Jo Ann Emerson - Missouri's 8th Congressional District
November 1, 2003
 
Weekly Column
 
Putting Reading First
Washington D.C.  -  Nancy Drew played a crucial role in raising my two daughters.  As Nancy Drew stumbled upon a new mystery in an old, abandoned house or at the beach on vacation with her family, my children explored the mystery of reading.  It was the most fundamental learning experience of their lives, and we shared it together.

 If not Nancy Drew, I am sure young parents in Southern Missouri might remember Tom Swift, Rumpelstiltskin, the Hardy Boys, Encyclopedia Brown, the Boxcar Children, or Paddington Bear.  These colorful characters had adventures that lasted much longer than a half-hour, commercial-interrupted TV show.  They lived in our imaginations, not in Hollywood.

 Our children don’t know these classics as well, but there are new characters just waiting to introduce them to reading – from The Pirate Pink to Eloise.

 We need their help more than ever, because a recent study by the Kaiser Foundation indicates that two-thirds of American children under the age of two spend more than two hours looking at a TV or computer screen every day.  On the other hand, children under the age of six only spend an average of 40 minutes per day reading or being read to. 
 As the days get shorter and cooler, our children inevitably spend more time inside.  Every parent wonders how to ease the transition from outdoor play to indoor play, from summer’s vacation to autumn’s return to school.  Reading is a year-round activity, but parents have an extra opportunity to read with their children when they begin spending more time indoors.

 Parental involvement plays a critical role in childhood literacy.  The National Institute on Literacy reports that only 36 percent of American children visit the public library with their parents once a month.  On the other hand, 81 percent of children are read to at least three times a week by their parents.  Every report on literacy is a mixture of good and bad news, but the reality is that only levels of 100 percent in both these categories will mean that every child is getting the reading attention that he or she needs to be a successful reader.

 At an early age, experience with reading gives children great advantages when they begin school.  Later on in their youth, children get an active learning experience from books we cannot replicate with TV or even computers. 

 Sports, current events, religion, and even leisure take on a new angle when they are portrayed in print rather than on the TV.  Children learn how important it is to be able to show the details of an event with words rather than with pictures.  And the voice they hear relating these tales to them is a parent’s – not an unseen narrator from Studio City, much less a certain purple dinosaur.

 Sitting in front of the fireplace in your home, at a table in the children’s section of your public library, or even on the edge of the bed you tuck your child into at night, the time spent reading will pay off in the long run.

 But the prospect of making a daily quiet time for reading is daunting for some busy parents.  As difficult as it is to teach reading, the good news is that children learn best by observing.  All it takes is a book and less than a half hour to interest our sons and daughters in a lifelong skill.

 Here are some easy tips for parents who are reading with a young child:
  • Read together every day.
  • When reading a book where the print is large, point word by word as you read.
  • Read your child’s favorite book over and over again.
  • Read many stories with rhyming words and lines that repeat.
  • Discuss new words.
  • Stop and ask about the pictures and what is happening in the story.
  • Read from a variety of children’s books, including fairy tales, song books, poems, and information books.

In Missouri, 83 percent of the population is literate.  In some areas of our state, though, that statistic dips to nearly 50 percent.  On the whole, American students still lag behind students in Canada, New Zealand, and Finland in literacy skills.

Our challenge as parents is to greatly increase the pre-school exposure of our young children to reading, and raise that number considerably in the years to come. 
 We can reach that goal by working with our children to prepare them for school and for the world beyond. 

 To order a free copy of “A Child Becomes a Reader” from the U.S. Department of Education, call 1-877-433-7827 or visit them online at www.edpubs.org.  Also, you can find reading suggestions for your child at the Children’s Book Council at www.cbcbooks.org or at your local library.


**What is required:**
An exact copy is required of every line from the one with "What data populates" through the end of the data below, and the pictures must stay out of it.

#####

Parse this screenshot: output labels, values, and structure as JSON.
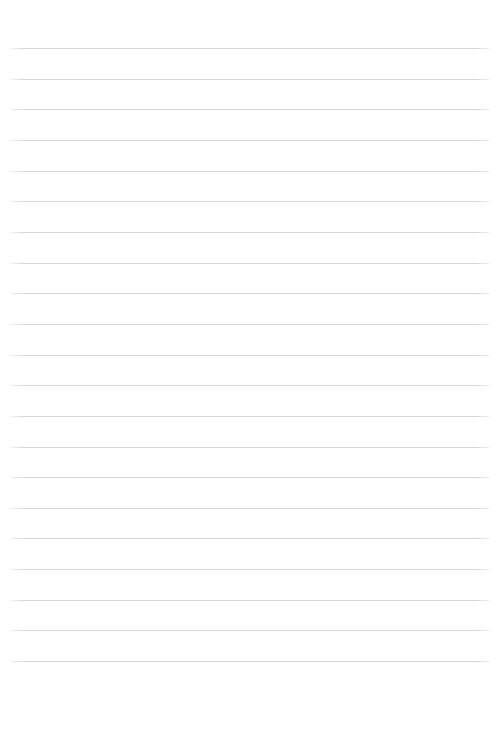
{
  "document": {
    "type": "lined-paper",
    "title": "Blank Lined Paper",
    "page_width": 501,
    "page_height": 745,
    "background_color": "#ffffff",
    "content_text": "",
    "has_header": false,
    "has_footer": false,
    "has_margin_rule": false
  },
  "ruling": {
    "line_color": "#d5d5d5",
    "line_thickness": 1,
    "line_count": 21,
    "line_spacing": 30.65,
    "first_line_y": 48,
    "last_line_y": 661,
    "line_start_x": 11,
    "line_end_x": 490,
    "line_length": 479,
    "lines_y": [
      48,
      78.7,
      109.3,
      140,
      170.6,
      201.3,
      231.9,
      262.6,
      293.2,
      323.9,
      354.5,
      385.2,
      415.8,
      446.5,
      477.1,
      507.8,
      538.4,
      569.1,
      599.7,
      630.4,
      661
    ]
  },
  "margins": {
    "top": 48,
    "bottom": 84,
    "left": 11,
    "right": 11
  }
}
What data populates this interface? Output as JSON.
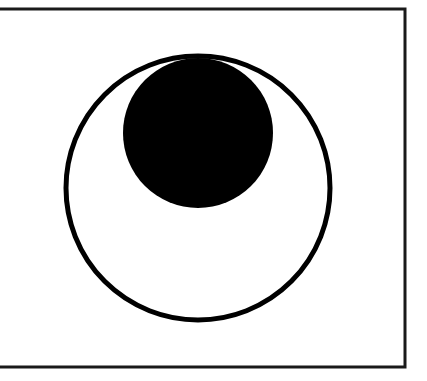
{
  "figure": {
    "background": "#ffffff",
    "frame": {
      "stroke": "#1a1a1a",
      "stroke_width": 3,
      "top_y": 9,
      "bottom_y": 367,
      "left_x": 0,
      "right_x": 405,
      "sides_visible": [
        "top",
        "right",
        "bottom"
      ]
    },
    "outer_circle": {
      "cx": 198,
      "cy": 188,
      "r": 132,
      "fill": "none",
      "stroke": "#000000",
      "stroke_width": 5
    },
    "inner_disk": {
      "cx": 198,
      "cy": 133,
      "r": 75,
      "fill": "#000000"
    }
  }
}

#####

**Output for this task:**
What data populates this interface? Output as JSON.
{
  "figure": {
    "background": "#ffffff",
    "frame": {
      "stroke": "#1a1a1a",
      "stroke_width": 3,
      "top_y": 9,
      "bottom_y": 367,
      "left_x": 0,
      "right_x": 405,
      "sides_visible": [
        "top",
        "right",
        "bottom"
      ]
    },
    "outer_circle": {
      "cx": 198,
      "cy": 188,
      "r": 132,
      "fill": "none",
      "stroke": "#000000",
      "stroke_width": 5
    },
    "inner_disk": {
      "cx": 198,
      "cy": 133,
      "r": 75,
      "fill": "#000000"
    }
  }
}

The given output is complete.